Living in two worlds: the beguiling craftmanship of Randolph Stow
16 June 2016
The Girl Green as Elderflower by Randolph Stow, 1980, Text Classics, Melbourne, 184 pages, ISBN: 978-1925240283. Amazon Books: hard Cover $US9.14. Kindle $US6.95
I HAVE just finished reading Randolph Stow’s 1980 novel, The Girl Green as Elderflower.
It is a wonderfully crafted text that evokes both the idiosyncrasies of its setting and a kind of magical realism that is beguiling and enchanting.
The setting has a particular resonance for me because it is based in Suffolk in England where I lived as a child, not too many years before the period described by Stow. Among other things he evokes the curious Suffolk dialect perfectly – it was the language I spoke when I arrived in Australia in 1956.
There are deeper meanings in the book however, and it follows directly from his earlier Papua New Guinea-based novel, Visitants.
All of Stow’s novels, as the novels of most writers, are firmly based on personal experience and it was never more so than with these two books.
The nexus between the realities that generated Visitants and the fictional story in the novel has always intrigued me, not least because some of the facts were deliberately obscured both by Stow himself and by the Australian administration of the time.
Suzanne Falkiner’s recent biography of Stow, simply called Mick, has helped me to understand part of the puzzle but not its entirety. This later novel fills in many gaps and I think it was intended by Stow to do exactly that, both for himself and his readers.
The Girl Green as Elderflower serves as a personal retrospective 20 years after the traumatic underlying events depicted in Visitants. It is, for Stow, a kind of laying to rest of demons.
In that sense, I think if I was recommending either book I would insist that both be read together and in sequential order; that is if one was interested in understanding Stow himself and the events that helped make him.
Without this, I think this second novel, whilst enjoyable and enchanting in its own right, would present itself as an unrelated curiosity more than anything richer and deeper. And this is probably why some people find his novels difficult to understand. To understand Stow’s novels you have to understand Stow himself.
The other thing I found intriguing about The Girl Green as Elderflower was the melding of reality and magic, which Stow achieves by the use of old Suffolk folk myths.
And this is where it gets interesting because, whereas the novel is set in a bucolic rural setting in East Anglia, it is unquestionably about Papua New Guinea.
In the novel there are references to narrator Crispin Clare’s unsettling time in the Trobriand Islands, not least by the inclusion of asides in the Kiriwina language, but more than that there is a clear sense that Stow has carried away that peculiar Melanesian merging of the natural and supernatural worlds.
This is fascinating because it is very much the case in modern Papua New Guinea. Despite the adoption of Western ways and all the hard-nosed pragmatism this implies, most Papua New Guineans still live between these two worlds.
It is something that I find delightful and has informed much of what I write. To that I attribute my Irish roots.
Perhaps, by juxtaposing the old world beliefs of somewhere like Suffolk, a world that was still very real when I was a lad, with a place on the other side of the world in the Trobriand Islands Stow demonstrates the universality of the human condition.
But I would emphasise, if you are going to read The Girl Green as Elderflower, and you should if you haven’t already, then first read Visitants.
Comments
You can follow this conversation by subscribing to the comment feed for this post.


◆ The task: Everything in the listing below must be set down again exactly, apart from the pictures.

◆ Material for this exercise:
■ ■ ■
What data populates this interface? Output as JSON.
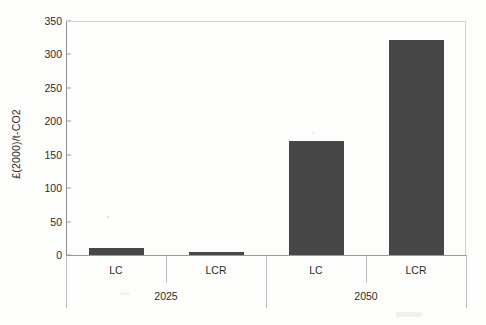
{
  "chart_data": {
    "type": "bar",
    "title": "",
    "xlabel": "",
    "ylabel": "£(2000)/t-CO2",
    "ylim": [
      0,
      350
    ],
    "yticks": [
      0,
      50,
      100,
      150,
      200,
      250,
      300,
      350
    ],
    "ytick_labels": [
      "0",
      "50",
      "100",
      "150",
      "200",
      "250",
      "300",
      "350"
    ],
    "grid": false,
    "legend": "none",
    "bar_color": "#474747",
    "categories": [
      "LC",
      "LCR",
      "LC",
      "LCR"
    ],
    "groups": [
      {
        "label": "2025",
        "categories": [
          "LC",
          "LCR"
        ]
      },
      {
        "label": "2050",
        "categories": [
          "LC",
          "LCR"
        ]
      }
    ],
    "values": [
      10,
      5,
      170,
      322
    ],
    "bars": [
      {
        "group": "2025",
        "category": "LC",
        "value": 10
      },
      {
        "group": "2025",
        "category": "LCR",
        "value": 5
      },
      {
        "group": "2050",
        "category": "LC",
        "value": 170
      },
      {
        "group": "2050",
        "category": "LCR",
        "value": 322
      }
    ]
  }
}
■ ■ ■
◆ Response:
What data populates this interface? Output as JSON.
{
  "chart_data": {
    "type": "bar",
    "title": "",
    "xlabel": "",
    "ylabel": "£(2000)/t-CO2",
    "ylim": [
      0,
      350
    ],
    "yticks": [
      0,
      50,
      100,
      150,
      200,
      250,
      300,
      350
    ],
    "ytick_labels": [
      "0",
      "50",
      "100",
      "150",
      "200",
      "250",
      "300",
      "350"
    ],
    "grid": false,
    "legend": "none",
    "bar_color": "#474747",
    "categories": [
      "LC",
      "LCR",
      "LC",
      "LCR"
    ],
    "groups": [
      {
        "label": "2025",
        "categories": [
          "LC",
          "LCR"
        ]
      },
      {
        "label": "2050",
        "categories": [
          "LC",
          "LCR"
        ]
      }
    ],
    "values": [
      10,
      5,
      170,
      322
    ],
    "bars": [
      {
        "group": "2025",
        "category": "LC",
        "value": 10
      },
      {
        "group": "2025",
        "category": "LCR",
        "value": 5
      },
      {
        "group": "2050",
        "category": "LC",
        "value": 170
      },
      {
        "group": "2050",
        "category": "LCR",
        "value": 322
      }
    ]
  }
}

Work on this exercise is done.